Th-4,5-6 A Diversity of Sport Fish Restoration State Projects

Thursday, August 23, 2012: 9:15 AM
Meeting Room 4,5 (RiverCentre)
Connie Young-Dubovsky , Wildlife and Sport Fish Restoration, U.S. Fish and Wildlife Service, Denver, CO
The Dingell-Johnson Sport Fish Restoration program (SFR) was created in 1950 to provide grant funds to state and territorial fish and wildlife agencies to restore and better manage America's declining fishery resources.  Through the purchases of fishing equipment, motorboat and small engine fuels and import duties, the SFR Program has provided $6.5 billion to states since its inception.  SFR was modeled after the Pittman-Robertson Wildlife Restoration program of 1937 and together they represent very successful user pay, user benefit programs.  For the years 1990 to 2009, $4.5 billion was spent on SFR projects with approximately 56% spent on recreation projects and 44% on population and habitat projects.  In 2011, States received over $364 million in SFR funds.  Activities funded through SFR include: 1) research and survey; 2) sport fish hatchery development and maintenance; 3) boating and fishing access, including land acquisition; 4) aquatic habitat protection and improvement; 5) aquatic resource education; and 6) coordination, communication, planning, and outreach.  This symposium features projects recognized by the AFS Fisheries Administration Section, but nationally there are thousands of others completed and ongoing.  A sampling showing the diversity of projects includes: 1) replacement of a dock in Columbia County, Oregon to provide safe accessibility to all including the mobility impaired; 2) restoration of Rio Grande cutthroat trout in New Mexico to more than 40 miles and 20 acres of stream and lake habitat since 2002; 3) the acquisition of 358-acre Clough Island near Duluth, MN which will help protect the largest estuary in Lake Superior; 4) Creek Kids in Alabama which uses the aquatic environment as an outdoor classroom to teach kids about watersheds, water quality, barriers to aquatic populations and the fish and aquatic invertebrates; 5) Liming of recreational trout fisheries in West Virginia streams severely degraded as a result of acid precipitation or acid mine drainage; 6) research on whirling disease in rainbow trout in Colorado which has led to huge advances in prevention of introduction of the disease and the development of resistant strains; 7) the construction of a new fish hatchery in Alaska that provide twice the production of previous hatcheries at their peak performance; and 8) the Lake Mohave Habitat Enhancement Project in Nevada which creates suitable habitat to enhance sport fish species in Lake Mojave.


- **To do**:
All lines in the records below with the word "button" must be returned.

- **Excerpts from a dataset**:
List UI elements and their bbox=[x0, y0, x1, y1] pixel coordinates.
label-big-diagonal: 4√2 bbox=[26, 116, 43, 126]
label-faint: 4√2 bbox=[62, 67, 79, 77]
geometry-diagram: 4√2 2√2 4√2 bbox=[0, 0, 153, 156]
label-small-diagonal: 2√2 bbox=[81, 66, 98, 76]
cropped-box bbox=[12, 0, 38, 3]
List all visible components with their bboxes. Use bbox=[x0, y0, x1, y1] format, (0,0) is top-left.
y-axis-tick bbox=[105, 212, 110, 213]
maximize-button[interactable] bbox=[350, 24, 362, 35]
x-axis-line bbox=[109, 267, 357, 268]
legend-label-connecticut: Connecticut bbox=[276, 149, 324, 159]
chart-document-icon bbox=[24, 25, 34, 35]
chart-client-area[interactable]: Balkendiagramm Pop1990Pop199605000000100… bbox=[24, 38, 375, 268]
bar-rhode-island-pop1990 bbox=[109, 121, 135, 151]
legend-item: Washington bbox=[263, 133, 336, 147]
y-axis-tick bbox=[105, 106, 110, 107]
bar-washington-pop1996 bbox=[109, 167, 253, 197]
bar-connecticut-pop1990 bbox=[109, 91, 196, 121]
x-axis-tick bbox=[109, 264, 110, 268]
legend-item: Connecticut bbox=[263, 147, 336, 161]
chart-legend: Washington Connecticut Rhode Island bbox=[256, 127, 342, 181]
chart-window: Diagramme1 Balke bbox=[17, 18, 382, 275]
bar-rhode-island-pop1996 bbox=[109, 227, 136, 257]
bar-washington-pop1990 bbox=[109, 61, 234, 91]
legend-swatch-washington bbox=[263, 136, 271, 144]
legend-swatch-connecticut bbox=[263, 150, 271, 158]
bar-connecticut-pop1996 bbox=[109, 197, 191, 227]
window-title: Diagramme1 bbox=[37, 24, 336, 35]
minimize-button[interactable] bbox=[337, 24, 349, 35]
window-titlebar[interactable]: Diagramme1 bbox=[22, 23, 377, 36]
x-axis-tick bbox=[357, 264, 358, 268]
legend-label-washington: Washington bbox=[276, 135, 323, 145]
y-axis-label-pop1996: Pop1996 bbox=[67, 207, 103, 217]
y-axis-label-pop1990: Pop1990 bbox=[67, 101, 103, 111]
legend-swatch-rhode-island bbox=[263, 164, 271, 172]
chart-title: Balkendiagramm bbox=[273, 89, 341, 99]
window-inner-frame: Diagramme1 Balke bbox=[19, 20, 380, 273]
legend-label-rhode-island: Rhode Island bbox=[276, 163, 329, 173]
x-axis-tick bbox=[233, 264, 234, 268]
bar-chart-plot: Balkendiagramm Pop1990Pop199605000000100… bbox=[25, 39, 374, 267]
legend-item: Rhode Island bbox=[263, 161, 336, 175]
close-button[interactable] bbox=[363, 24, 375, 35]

- **Output for this exercise**:
maximize-button[interactable] bbox=[350, 24, 362, 35]
minimize-button[interactable] bbox=[337, 24, 349, 35]
close-button[interactable] bbox=[363, 24, 375, 35]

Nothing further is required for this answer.